Anne played the hapless Hero and Condella was reduced to overacting as Margaret, Hero’s waiting gentlewoman attendant. (Condella always created precisely the character here in Much Ado that she used for the Nurse in Romeo and Juliet, even though I’m certain that the Bard hadn’t meant for the two to have any similarities.) And I got to woo her onstage even though I’m twenty SEY younger than she is.

* * * *

The audience, mostly arbeiters in their brown rawool and a few score doles in their cotton gray, laughed hard and applauded and cheered frequently.

Alleyn and Aglaé were wonderful in their act 1 banter and we’d just gotten into act 2 with Benedick asking me to sing a “divine air”—I don’t believe I mentioned that they had me play Balthasar primarily because I was the best singer in the troupe now that Davin had died and left us—and I’d just begun the song when everything changed forever.

Sigh no more, ladies, sigh no more,

Men were deceivers ever,

One foot in sea, and one on shore,

To one thing constant never.

Then sigh not so, but let them go,

And be you blithe and bonny,

Converting all your sounds of woe

Into Hey, nonny nonny.

In the middle of my song, into the tent floated a forty-foot-long heavy iron-gray gravity sledge carrying at least eight carapace-hooded, chitinous, four-armed, ten-foot-tall Archons, each sitting deep in its own iron-gray metal throne. Hanging from the sledge by their synaptic fiberneural filaments, which ran down to their hairless, distended skulls like slim, translucent copper hair, were four naked dragomen. Their oversized, lidless eyes focused on the stage and their cartilage-free ears rotating the better to pick up—and relay to their Archon masters—my singing.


• _What is being asked_:
Below are some records; repeat them all exactly, minus the pictures.
** Opening Information provided block **
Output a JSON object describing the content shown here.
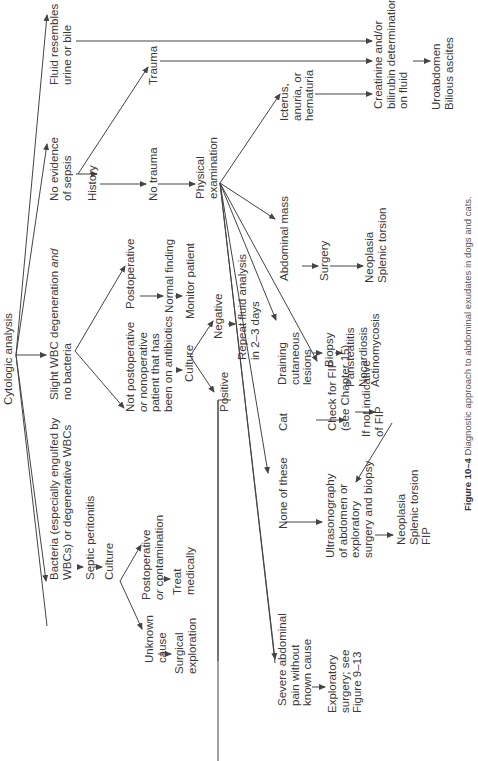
{
  "diagram": {
    "root": "Cytologic analysis",
    "branches": {
      "fluid_urine_bile": "Fluid resembles\nurine or bile",
      "no_sepsis": "No evidence\nof sepsis",
      "slight_wbc": "Slight WBC degeneration and\nno bacteria",
      "bacteria": "Bacteria (especially engulfed by\nWBCs) or degenerative WBCs",
      "severe_pain": "Severe abdominal\npain without\nknown cause"
    },
    "history": "History",
    "trauma": "Trauma",
    "no_trauma": "No trauma",
    "physical_exam": "Physical\nexamination",
    "icterus": "Icterus,\nanuria, or\nhematuria",
    "creatinine": "Creatinine and/or\nbilirubin determinations\non fluid",
    "uroabdomen": "Uroabdomen\nBilious ascites",
    "abdominal_mass": "Abdominal mass",
    "surgery": "Surgery",
    "neoplasia_splenic": "Neoplasia\nSplenic torsion",
    "draining": "Draining\ncutaneous\nlesions",
    "biopsy": "Biopsy",
    "pansteatitis": "Pansteatitis\nNocardiosis\nActinomycosis",
    "cat": "Cat",
    "check_fip": "Check for FIP\n(see Chapter 15)",
    "if_not_fip": "If not indicative\nof FIP",
    "none_of_these": "None of these",
    "ultrasonography": "Ultrasonography\nof abdomen or\nexploratory\nsurgery and biopsy",
    "neoplasia_fip": "Neoplasia\nSplenic torsion\nFIP",
    "postoperative": "Postoperative",
    "normal_finding": "Normal finding",
    "monitor_patient": "Monitor patient",
    "not_postoperative": "Not postoperative\nor nonoperative\npatient that has\nbeen on antibiotics",
    "culture_slight": "Culture",
    "negative": "Negative",
    "repeat_fluid": "Repeat fluid analysis\nin 2–3 days",
    "positive": "Positive",
    "septic_peritonitis": "Septic peritonitis",
    "culture_bacteria": "Culture",
    "postop_contamination": "Postoperative\nor contamination",
    "treat_medically": "Treat\nmedically",
    "unknown_cause": "Unknown\ncause",
    "surgical_exploration": "Surgical\nexploration",
    "exploratory_surgery": "Exploratory\nsurgery; see\nFigure 9–13"
  },
  "caption": {
    "label": "Figure 10–4",
    "text": "Diagnostic approach to abdominal exudates in dogs and cats."
  }
}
** Closing Information provided block **
• _Answer section_:
Output a JSON object describing the content shown here.
{
  "diagram": {
    "root": "Cytologic analysis",
    "branches": {
      "fluid_urine_bile": "Fluid resembles\nurine or bile",
      "no_sepsis": "No evidence\nof sepsis",
      "slight_wbc": "Slight WBC degeneration and\nno bacteria",
      "bacteria": "Bacteria (especially engulfed by\nWBCs) or degenerative WBCs",
      "severe_pain": "Severe abdominal\npain without\nknown cause"
    },
    "history": "History",
    "trauma": "Trauma",
    "no_trauma": "No trauma",
    "physical_exam": "Physical\nexamination",
    "icterus": "Icterus,\nanuria, or\nhematuria",
    "creatinine": "Creatinine and/or\nbilirubin determinations\non fluid",
    "uroabdomen": "Uroabdomen\nBilious ascites",
    "abdominal_mass": "Abdominal mass",
    "surgery": "Surgery",
    "neoplasia_splenic": "Neoplasia\nSplenic torsion",
    "draining": "Draining\ncutaneous\nlesions",
    "biopsy": "Biopsy",
    "pansteatitis": "Pansteatitis\nNocardiosis\nActinomycosis",
    "cat": "Cat",
    "check_fip": "Check for FIP\n(see Chapter 15)",
    "if_not_fip": "If not indicative\nof FIP",
    "none_of_these": "None of these",
    "ultrasonography": "Ultrasonography\nof abdomen or\nexploratory\nsurgery and biopsy",
    "neoplasia_fip": "Neoplasia\nSplenic torsion\nFIP",
    "postoperative": "Postoperative",
    "normal_finding": "Normal finding",
    "monitor_patient": "Monitor patient",
    "not_postoperative": "Not postoperative\nor nonoperative\npatient that has\nbeen on antibiotics",
    "culture_slight": "Culture",
    "negative": "Negative",
    "repeat_fluid": "Repeat fluid analysis\nin 2–3 days",
    "positive": "Positive",
    "septic_peritonitis": "Septic peritonitis",
    "culture_bacteria": "Culture",
    "postop_contamination": "Postoperative\nor contamination",
    "treat_medically": "Treat\nmedically",
    "unknown_cause": "Unknown\ncause",
    "surgical_exploration": "Surgical\nexploration",
    "exploratory_surgery": "Exploratory\nsurgery; see\nFigure 9–13"
  },
  "caption": {
    "label": "Figure 10–4",
    "text": "Diagnostic approach to abdominal exudates in dogs and cats."
  }
}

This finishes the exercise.